Ayla BonfiglioAyla Bonfiglio is a Research Officer at IMI.

Contact: +44 (0) 1865 271901, ayla.bonfiglio@qeh.ox.ac.uk

Research focus

Ayla’s current activities and research interests are focused on African migration, the relationship between migration and development, and the research methodologies employed to study international migration. She is also interested in issues of forced migrant protection, livelihood strategies, and emergency education programming.

Current IMI projects

Ayla works mainly on the Global Migration Futures project and on the Mobility in the African Great Lakes Project.

Background

Ayla obtained her Masters in Forced Migration in 2010 from the University of Oxford. The multi-disciplinary design of her degree allowed her to study forced migration from a variety of approaches, including international human rights and humanitarian law, ethics, international relations and anthropology. Her dissertation examined non-formal education programs created by refugees and assistance organizations for refugees living in UNHCR-sponsored settlements and Kampala, Uganda.
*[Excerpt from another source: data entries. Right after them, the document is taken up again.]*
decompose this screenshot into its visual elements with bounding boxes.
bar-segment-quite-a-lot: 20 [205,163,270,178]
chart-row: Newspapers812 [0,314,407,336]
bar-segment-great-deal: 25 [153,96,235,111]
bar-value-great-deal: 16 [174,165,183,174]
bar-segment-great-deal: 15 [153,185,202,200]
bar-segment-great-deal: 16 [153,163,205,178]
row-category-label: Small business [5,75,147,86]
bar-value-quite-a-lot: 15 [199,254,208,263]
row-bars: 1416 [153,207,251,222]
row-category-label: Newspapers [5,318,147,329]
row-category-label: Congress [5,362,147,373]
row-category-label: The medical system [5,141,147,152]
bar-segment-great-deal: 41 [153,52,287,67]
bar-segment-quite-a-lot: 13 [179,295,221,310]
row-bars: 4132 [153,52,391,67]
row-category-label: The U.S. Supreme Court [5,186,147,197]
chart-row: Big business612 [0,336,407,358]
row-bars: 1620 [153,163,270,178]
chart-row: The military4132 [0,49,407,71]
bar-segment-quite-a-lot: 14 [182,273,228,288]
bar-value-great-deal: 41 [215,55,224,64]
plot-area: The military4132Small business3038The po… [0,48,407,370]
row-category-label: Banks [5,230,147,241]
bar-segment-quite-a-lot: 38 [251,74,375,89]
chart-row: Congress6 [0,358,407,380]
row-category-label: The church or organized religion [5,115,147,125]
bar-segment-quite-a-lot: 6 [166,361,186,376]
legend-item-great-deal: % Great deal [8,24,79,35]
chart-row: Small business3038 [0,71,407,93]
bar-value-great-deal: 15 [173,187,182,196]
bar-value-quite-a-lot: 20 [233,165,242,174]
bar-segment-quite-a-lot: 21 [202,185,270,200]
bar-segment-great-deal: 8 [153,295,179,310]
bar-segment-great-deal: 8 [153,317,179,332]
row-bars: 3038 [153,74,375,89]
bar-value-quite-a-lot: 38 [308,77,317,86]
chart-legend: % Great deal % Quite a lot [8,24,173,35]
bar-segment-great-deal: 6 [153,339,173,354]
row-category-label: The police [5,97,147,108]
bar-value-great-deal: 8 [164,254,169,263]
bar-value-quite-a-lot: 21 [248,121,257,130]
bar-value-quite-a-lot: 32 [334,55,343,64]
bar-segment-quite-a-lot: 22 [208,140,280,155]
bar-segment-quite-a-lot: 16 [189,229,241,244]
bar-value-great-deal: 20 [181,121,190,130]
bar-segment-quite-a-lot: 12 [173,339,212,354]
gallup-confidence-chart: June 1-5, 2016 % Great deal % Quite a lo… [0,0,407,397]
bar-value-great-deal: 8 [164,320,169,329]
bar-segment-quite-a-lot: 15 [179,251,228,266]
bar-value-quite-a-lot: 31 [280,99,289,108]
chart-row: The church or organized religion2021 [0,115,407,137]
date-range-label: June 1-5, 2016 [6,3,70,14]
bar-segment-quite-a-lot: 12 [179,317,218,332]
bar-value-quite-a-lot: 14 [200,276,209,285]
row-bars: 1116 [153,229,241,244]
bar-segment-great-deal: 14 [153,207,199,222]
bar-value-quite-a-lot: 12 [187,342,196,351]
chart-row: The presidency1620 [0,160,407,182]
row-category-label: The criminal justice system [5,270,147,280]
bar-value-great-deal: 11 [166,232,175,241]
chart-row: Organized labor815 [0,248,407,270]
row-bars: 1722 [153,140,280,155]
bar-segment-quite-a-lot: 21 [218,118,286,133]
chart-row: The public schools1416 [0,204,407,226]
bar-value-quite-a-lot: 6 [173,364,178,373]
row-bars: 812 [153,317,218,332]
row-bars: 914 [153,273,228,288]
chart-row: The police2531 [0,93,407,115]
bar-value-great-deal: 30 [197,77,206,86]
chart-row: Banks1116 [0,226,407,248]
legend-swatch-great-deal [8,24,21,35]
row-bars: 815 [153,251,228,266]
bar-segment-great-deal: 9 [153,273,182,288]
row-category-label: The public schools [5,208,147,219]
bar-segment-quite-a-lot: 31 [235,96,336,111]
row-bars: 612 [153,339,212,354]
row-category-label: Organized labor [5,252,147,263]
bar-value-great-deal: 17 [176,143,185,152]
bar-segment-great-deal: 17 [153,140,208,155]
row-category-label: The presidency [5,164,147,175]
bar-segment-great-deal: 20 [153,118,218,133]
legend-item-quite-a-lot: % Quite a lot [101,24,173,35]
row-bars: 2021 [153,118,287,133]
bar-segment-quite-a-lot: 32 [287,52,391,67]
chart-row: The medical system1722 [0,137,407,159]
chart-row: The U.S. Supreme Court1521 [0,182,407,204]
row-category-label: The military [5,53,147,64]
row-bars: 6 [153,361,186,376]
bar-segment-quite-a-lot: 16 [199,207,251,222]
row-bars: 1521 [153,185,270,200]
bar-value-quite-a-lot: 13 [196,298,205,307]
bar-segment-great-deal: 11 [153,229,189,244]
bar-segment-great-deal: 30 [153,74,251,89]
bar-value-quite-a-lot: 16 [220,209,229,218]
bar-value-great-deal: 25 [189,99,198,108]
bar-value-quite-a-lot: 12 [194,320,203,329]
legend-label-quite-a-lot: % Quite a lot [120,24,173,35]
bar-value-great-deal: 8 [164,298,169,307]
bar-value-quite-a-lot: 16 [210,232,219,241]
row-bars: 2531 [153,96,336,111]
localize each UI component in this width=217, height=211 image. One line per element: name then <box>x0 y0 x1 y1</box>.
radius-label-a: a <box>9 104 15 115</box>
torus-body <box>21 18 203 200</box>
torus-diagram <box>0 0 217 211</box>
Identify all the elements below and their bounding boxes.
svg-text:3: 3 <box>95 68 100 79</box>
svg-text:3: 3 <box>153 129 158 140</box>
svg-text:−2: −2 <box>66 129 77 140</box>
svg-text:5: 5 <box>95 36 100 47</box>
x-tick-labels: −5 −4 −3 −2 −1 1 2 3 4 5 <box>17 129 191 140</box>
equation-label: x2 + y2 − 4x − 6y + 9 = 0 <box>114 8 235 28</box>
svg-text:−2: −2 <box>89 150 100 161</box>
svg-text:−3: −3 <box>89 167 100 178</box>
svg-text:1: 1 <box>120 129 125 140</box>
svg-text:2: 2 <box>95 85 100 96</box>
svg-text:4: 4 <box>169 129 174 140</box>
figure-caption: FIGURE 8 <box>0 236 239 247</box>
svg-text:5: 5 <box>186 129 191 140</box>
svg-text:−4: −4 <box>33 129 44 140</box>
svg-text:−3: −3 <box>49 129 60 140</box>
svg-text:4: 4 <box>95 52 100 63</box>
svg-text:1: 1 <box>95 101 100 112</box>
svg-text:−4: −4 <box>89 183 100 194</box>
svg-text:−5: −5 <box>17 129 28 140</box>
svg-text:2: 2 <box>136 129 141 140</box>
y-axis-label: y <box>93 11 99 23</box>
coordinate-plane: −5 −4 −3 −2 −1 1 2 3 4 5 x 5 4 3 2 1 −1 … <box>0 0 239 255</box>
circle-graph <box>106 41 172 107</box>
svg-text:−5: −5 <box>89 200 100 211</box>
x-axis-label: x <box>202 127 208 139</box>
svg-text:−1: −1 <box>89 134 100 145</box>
Ayla  also holds a BA Hons in Political Science from Columbia University, United States. Her dissertation, which won the Charles A. Beard prize for the best paper in political science in two years, was a comparative study of the levels of self-reliance of urban self-settled and rural settlement refugees in Uganda. This study was based upon fieldwork conducted in 2008 in Kampala and the Oruchinga and Kyangwali Refugee Settlements in Western Uganda. Ayla has also worked and carried out research in Guatemala, Senegal and Rwanda.

Apart from her studies in forced migration and politics, Ayla has studied international development and Spanish. She has worked as a Google Policy Fellow in Washington, D.C. studying the proliferation of African mobile telecommunications and as a Research Assistant at Oxford examining the intersection between migration and development. Most recently, she worked with the Refugee Studies Centre at Oxford on issues of child protection in the Occupied Palestinian Territories and faith-based humanitarianism.